Pakistan struggles to aid displaced thousands
Pakistani internally displaced persons, fleeing from military operations against Taliban militants in troubled Swat valley and Buner, queue for relief supplies at a makeshift camp in Mardan Tuesday as Pakistan faces one of the world's worst displacement crises, with aid workers struggling to reach many of the two million people who have fled fighting.Photo: AFP
Pakistan struggled to provide relief for the 1.5 million people who have fled its anti-Taliban onslaught, admitting the enormity of the challenge as fears grew yesterday about a lengthening crisis.
Pakistan ordered the offensive last month under huge US pressure to crush militants in the northwest, which Washington said threatened the very existence of the Muslim country and posed the greatest terror threat to the West.
As the conflict ploughs on with no end in sight, concerns are mounting about how to cope with the displaced, uprooted in what rights groups have called Pakistan's biggest movement of people since partition from India in 1947.
Tens of thousands of people are living in government-run camps, crammed into tents in the scorching summer heat with poor sanitation, full of anger against an offensive they say stripped them of their homes and crops.
"Life in this camp is even worse than the life of animals," said Amna Rashid, a business administration student sheltering at a camp near the town of Mardan.
"When I leave my tent, camp staff look at me as if I were a call girl. It is really disgusting and painful," Rashid told AFP by telephone.
Rahim Gul, 80, said he had a small grocery in the northwest Swat valley, but his home was destroyed in the operation and he was forced to flee.
"In the camps the government is killing us... I feel like vomiting because I stink so much. I wouldn't give food to a stray dog food with these utensils," Gul said.
More than one million people are staying with relatives, complicating the international relief effort to reach the internally displaced persons (IDPs).
"Neither we nor the government expected this number of refugees, of IDPs. The government is doing as much as possible to give support to the families," said Rienk Van Velzen, World Vision regional communications director.
The United Nations said that around 1.5 million people left their homes this month and registered with authorities, joining about 550,000 IDPs who fled previous bouts of fighting in the troubled northwest.
Dominique Frankefort, emergency coordinator with the UN World Food Programme (WFP), said two million people would need food until at least September.
"We are catching up, if you have 200,000 additional IDPs coming in per day you cannot feed them immediately," he told AFP, adding: "There are very few non-governmental organisations and there is very little government assistance."
Pakistan has appointed a well respected military officer, Brigadier General Nadeem Ahmad, to head its emergency response and Prime Minister Yousuf Raza Gilani has called for an international donors' conference.
President Asif Ali Zardari convened a top-level meeting of government and UN officials Wednesday on relief and rehabilitation efforts.
The government and civil society faced a "gigantic task" in providing relief to the displaced people, whose number was likely to swell, Gilani said.
US Secretary of State Hillary Clinton praised what she described as a "national mood change" against the Taliban in Pakistan and unveiled 100 million dollars in humanitarian aid for the displaced.
But Frankefort warned that there was only enough money to feed hungry refugees until mid-July and urged donors to step forward.
"There certainly is not enough... we are struggling, we are currently borrowing from other projects," he told AFP.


• WHAT YOU NEED TO DO:
Take the line with "Frame window in a box." and all lines after it, through the end of the records below, and repeat them exactly.

• PROVIDED RECORDS:
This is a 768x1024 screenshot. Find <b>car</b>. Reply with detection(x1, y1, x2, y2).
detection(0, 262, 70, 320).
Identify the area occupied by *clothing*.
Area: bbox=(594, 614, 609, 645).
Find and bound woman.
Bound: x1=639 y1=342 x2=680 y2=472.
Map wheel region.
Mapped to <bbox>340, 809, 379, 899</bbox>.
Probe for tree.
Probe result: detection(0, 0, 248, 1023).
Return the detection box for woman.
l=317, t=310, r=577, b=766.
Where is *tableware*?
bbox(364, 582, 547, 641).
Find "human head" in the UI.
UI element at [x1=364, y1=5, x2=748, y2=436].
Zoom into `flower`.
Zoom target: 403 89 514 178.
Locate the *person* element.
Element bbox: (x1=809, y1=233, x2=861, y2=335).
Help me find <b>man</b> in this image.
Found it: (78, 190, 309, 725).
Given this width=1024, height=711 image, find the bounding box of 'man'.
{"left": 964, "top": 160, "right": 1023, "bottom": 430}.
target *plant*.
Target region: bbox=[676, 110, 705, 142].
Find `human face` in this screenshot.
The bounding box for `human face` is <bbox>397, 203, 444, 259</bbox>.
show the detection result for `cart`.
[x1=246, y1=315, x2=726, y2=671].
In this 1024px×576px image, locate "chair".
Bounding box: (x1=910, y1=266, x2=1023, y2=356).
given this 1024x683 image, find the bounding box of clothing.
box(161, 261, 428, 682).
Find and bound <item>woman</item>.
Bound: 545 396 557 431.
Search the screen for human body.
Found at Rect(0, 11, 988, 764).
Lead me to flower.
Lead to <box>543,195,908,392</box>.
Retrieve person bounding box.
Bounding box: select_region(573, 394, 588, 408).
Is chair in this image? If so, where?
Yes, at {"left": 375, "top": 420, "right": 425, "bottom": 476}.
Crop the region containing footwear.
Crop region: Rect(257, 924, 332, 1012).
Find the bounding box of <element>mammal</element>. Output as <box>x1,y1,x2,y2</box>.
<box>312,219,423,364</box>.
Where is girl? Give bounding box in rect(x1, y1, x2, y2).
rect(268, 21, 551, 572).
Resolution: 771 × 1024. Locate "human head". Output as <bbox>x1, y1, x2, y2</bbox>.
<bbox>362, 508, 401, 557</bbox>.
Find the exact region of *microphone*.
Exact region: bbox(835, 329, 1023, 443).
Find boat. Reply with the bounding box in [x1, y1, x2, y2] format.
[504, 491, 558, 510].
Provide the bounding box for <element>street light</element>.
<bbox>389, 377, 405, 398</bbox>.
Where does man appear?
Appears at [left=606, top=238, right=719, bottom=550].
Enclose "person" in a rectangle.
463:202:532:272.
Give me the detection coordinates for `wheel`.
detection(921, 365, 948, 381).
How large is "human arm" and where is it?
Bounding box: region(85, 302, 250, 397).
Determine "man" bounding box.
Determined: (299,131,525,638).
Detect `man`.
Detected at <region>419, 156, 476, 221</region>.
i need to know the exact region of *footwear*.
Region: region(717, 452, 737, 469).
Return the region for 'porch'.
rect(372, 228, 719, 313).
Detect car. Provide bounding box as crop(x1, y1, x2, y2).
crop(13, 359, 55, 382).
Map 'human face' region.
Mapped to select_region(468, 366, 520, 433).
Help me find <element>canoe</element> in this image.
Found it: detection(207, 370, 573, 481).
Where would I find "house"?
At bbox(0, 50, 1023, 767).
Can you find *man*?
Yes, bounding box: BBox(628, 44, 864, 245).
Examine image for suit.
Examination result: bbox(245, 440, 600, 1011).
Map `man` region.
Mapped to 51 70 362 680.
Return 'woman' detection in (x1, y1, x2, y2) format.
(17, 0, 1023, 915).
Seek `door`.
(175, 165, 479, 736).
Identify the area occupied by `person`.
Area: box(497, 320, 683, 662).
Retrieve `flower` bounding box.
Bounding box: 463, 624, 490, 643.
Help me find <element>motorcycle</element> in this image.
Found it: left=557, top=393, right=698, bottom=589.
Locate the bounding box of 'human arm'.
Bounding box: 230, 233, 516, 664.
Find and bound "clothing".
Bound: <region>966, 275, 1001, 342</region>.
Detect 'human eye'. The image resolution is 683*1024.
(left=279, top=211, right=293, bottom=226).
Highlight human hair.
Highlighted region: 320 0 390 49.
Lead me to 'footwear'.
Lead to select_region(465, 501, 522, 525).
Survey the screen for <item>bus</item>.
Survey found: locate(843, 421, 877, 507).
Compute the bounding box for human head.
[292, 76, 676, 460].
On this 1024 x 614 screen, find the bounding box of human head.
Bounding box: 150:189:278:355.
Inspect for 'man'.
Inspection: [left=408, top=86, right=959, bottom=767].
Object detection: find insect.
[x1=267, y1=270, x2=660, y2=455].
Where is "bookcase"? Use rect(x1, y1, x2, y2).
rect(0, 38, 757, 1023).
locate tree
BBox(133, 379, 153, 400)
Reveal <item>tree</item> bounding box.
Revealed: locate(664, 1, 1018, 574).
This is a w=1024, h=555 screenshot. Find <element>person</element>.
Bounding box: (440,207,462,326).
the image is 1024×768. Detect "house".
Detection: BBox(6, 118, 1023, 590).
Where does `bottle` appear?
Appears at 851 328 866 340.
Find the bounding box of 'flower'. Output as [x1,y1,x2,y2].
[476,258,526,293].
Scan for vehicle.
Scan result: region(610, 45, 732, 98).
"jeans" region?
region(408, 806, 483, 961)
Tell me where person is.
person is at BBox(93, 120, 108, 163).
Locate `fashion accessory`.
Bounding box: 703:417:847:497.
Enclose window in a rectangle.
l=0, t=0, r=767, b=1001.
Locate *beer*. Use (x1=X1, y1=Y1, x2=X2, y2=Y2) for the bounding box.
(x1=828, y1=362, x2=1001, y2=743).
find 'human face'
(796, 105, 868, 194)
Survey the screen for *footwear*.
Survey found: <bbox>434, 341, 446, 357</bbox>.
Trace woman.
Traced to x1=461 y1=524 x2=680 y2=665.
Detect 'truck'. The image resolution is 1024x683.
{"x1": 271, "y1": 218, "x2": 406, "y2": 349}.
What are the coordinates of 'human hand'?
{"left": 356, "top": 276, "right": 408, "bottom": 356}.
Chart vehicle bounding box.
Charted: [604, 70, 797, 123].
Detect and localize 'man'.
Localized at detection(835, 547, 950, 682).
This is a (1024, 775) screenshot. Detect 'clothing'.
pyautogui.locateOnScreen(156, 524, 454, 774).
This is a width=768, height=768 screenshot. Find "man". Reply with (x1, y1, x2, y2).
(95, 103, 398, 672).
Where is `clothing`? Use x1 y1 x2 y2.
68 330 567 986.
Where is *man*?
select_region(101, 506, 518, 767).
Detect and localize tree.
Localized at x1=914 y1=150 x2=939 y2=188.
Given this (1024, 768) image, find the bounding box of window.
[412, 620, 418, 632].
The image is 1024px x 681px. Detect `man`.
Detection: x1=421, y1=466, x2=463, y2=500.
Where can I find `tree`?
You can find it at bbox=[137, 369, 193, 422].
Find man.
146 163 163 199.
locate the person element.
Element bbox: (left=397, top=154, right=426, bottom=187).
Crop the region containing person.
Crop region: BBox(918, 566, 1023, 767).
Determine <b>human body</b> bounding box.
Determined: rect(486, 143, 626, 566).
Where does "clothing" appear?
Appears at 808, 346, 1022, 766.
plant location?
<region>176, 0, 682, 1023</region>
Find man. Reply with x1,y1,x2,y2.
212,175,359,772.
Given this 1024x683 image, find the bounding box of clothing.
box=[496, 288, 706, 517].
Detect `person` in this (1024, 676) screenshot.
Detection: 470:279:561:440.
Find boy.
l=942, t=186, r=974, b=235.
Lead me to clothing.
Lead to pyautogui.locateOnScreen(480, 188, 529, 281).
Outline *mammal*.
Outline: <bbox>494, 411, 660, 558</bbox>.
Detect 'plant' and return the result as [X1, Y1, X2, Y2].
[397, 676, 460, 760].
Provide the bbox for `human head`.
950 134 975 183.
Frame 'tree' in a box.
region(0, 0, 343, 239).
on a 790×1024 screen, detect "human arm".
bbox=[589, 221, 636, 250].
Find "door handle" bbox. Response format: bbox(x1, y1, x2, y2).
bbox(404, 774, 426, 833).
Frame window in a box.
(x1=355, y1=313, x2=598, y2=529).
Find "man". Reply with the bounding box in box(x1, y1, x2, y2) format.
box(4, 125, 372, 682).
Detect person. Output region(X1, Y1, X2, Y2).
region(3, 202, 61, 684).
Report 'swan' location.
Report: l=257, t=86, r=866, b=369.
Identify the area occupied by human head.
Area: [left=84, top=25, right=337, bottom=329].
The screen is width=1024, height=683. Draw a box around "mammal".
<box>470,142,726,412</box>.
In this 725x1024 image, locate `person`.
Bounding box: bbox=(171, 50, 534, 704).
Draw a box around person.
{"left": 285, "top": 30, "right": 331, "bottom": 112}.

• YOUR SOLUTION:
Frame window in a box.
(x1=355, y1=313, x2=598, y2=529).
Find "man". Reply with the bounding box in box(x1, y1, x2, y2) format.
box(4, 125, 372, 682).
Detect person. Output region(X1, Y1, X2, Y2).
region(3, 202, 61, 684).
Report 'swan' location.
Report: l=257, t=86, r=866, b=369.
Identify the area occupied by human head.
Area: [left=84, top=25, right=337, bottom=329].
The screen is width=1024, height=683. Draw a box around "mammal".
<box>470,142,726,412</box>.
In this 725x1024 image, locate `person`.
Bounding box: bbox=(171, 50, 534, 704).
Draw a box around person.
{"left": 285, "top": 30, "right": 331, "bottom": 112}.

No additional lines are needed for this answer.